Instantly share code, notes, and snippets.

@Shemeikka
Created January 25, 2017 17:21
Show Gist options
  • Save Shemeikka/7d6f37bc704b04cbbc5c6e33e39c748b to your computer and use it in GitHub Desktop.
Save Shemeikka/7d6f37bc704b04cbbc5c6e33e39c748b to your computer and use it in GitHub Desktop.
Description of how to use data volumes and stuff..
# https://git.521000.best/docker/docker/issues/30441#issuecomment-275124802
You can still use the same volume for two services. If I understand correctly, you have a separate image holding the data, purely for propagating the volume? Say that that image is named mydataimage, you can do something like this;
version: "3.0"
services:
init:
image: mydataimage
volumes:
- uploads-data:/usr/share/nginx/html/uploads/
web:
image: nginx
volumes:
- uploads-data:/usr/share/nginx/html/uploads/
volumes:
uploads-data:
Be aware though, that there will be a "race" condition; if the web service is started before the init service, then the volume is propagated by the content of the web service's image, not the init service's image.

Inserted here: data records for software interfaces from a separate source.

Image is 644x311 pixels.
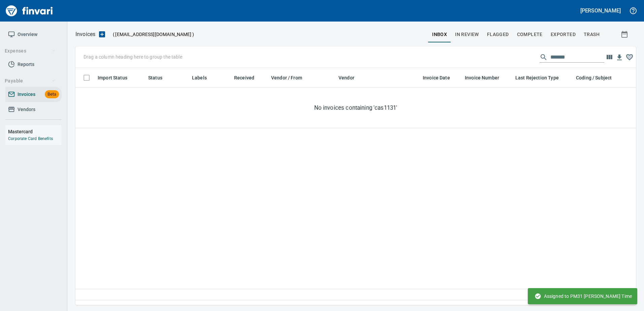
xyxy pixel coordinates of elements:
[95,30,109,38] button: Upload an Invoice
[75,30,95,38] nav: breadcrumb
[109,31,194,38] p: ( )
[624,53,634,62] button: Column choices favorited. Click to reset to default
[17,90,35,98] span: Invoices
[604,53,614,62] button: Choose columns to display
[423,74,450,82] span: Invoice Date
[5,57,62,72] a: Reports
[583,30,599,39] span: trash
[234,74,263,82] span: Received
[8,137,53,141] a: Corporate Card Benefits
[148,74,162,82] span: Status
[579,5,622,16] button: [PERSON_NAME]
[192,74,215,82] span: Labels
[455,30,479,39] span: In Review
[423,74,459,82] span: Invoice Date
[580,7,621,14] h5: [PERSON_NAME]
[576,74,611,82] span: Coding / Subject
[8,128,62,135] h6: Mastercard
[339,74,363,82] span: Vendor
[5,47,56,56] span: Expenses
[614,29,636,41] button: Show invoices within a particular date range
[534,293,631,300] span: Assigned to PM31 [PERSON_NAME] Time
[487,30,509,39] span: Flagged
[234,74,254,82] span: Received
[432,30,447,39] span: inbox
[271,74,302,82] span: Vendor / From
[2,45,59,57] button: Expenses
[75,30,95,38] p: Invoices
[5,87,62,102] a: InvoicesBeta
[614,53,624,62] button: Download table
[17,30,38,39] span: Overview
[17,105,35,114] span: Vendors
[515,74,567,82] span: Last Rejection Type
[83,53,182,60] p: Drag a column heading here to group the table
[339,74,354,82] span: Vendor
[576,74,620,82] span: Coding / Subject
[465,74,499,82] span: Invoice Number
[465,74,507,82] span: Invoice Number
[98,74,136,82] span: Import Status
[5,77,56,85] span: Payable
[148,74,171,82] span: Status
[114,31,192,38] span: [EMAIL_ADDRESS][DOMAIN_NAME]
[17,60,35,68] span: Reports
[2,75,59,87] button: Payable
[516,30,543,39] span: Complete
[98,74,128,82] span: Import Status
[515,74,558,82] span: Last Rejection Type
[314,104,397,112] big: No invoices containing 'cas1131'
[271,74,311,82] span: Vendor / From
[45,91,59,98] span: Beta
[550,30,575,39] span: Exported
[4,3,55,19] img: Finvari
[192,74,206,82] span: Labels
[5,27,62,42] a: Overview
[5,102,62,117] a: Vendors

So, you may want to do docker-compose up init manually to start the init service first (and propagate the volume), then start the other services. Alternatively (since propagating the volume is a one-time task), you can manually declare the volume "external" (i.e., the volume is not created by docker-compose, but created up-front), and run the image manually to propagate the volume;
version: "3.0"
services:
web:
image: nginx
volumes:
- uploads-data:/usr/share/nginx/html/uploads/
volumes:
uploads-data:
external:
name: my-volume
Then;
# create the volume
docker volume create my-volume
# propagate the volume with data from the `/data` directory in the mydata image
# afterwards, the container is no longer needed, so the `--rm` flag
# removes the container after it exits (and has propagated the volume)

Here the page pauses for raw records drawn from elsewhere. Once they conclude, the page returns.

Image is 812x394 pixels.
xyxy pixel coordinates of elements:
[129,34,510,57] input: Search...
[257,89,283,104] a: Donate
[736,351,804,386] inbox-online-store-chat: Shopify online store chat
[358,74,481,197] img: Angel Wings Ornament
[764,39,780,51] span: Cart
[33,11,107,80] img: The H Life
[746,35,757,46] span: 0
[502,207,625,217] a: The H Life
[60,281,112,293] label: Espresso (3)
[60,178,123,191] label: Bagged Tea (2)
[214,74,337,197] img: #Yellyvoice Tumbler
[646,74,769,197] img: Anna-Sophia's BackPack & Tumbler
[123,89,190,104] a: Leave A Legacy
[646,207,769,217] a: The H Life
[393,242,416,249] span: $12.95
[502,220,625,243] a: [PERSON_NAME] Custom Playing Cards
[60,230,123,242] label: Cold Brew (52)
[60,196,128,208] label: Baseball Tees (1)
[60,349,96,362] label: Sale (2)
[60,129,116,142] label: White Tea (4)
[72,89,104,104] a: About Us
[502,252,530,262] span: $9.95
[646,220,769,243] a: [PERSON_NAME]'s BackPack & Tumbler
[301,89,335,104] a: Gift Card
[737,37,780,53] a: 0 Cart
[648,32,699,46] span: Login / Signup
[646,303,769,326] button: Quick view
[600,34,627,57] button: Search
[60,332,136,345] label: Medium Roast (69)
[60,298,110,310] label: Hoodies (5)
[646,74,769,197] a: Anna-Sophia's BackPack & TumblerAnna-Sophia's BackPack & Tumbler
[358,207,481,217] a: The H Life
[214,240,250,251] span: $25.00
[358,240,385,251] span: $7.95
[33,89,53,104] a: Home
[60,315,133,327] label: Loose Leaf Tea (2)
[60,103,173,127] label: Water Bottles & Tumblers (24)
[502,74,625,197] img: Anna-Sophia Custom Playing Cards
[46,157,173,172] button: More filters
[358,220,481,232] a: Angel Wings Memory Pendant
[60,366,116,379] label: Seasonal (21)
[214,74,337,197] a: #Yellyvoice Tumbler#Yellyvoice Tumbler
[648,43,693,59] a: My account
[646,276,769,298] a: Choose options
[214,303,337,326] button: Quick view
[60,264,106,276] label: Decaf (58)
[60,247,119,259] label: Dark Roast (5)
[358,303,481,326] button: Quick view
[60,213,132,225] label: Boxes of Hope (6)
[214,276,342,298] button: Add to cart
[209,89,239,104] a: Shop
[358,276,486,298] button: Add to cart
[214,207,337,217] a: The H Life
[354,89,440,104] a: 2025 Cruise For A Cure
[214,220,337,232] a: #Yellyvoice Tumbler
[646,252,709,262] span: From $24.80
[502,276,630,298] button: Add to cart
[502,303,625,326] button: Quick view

docker run -it --rm -v my-volume:/data mydata
# once done, start the docker-compose stack
docker-compose up -d
Is there a reason you're using a separate image to propagate the volume, and not putting that in the services' image itself?
Generally; volumes are used for runtime data (e.g. database data, uploads, sessions, etc), but the source code itself of your service should not be in a volume. That way you can update the source code by deploying a new version of the image (myapp:v1.0 -> myapp:v1.1), which will update the version of your application, but preserve the "runtime" data.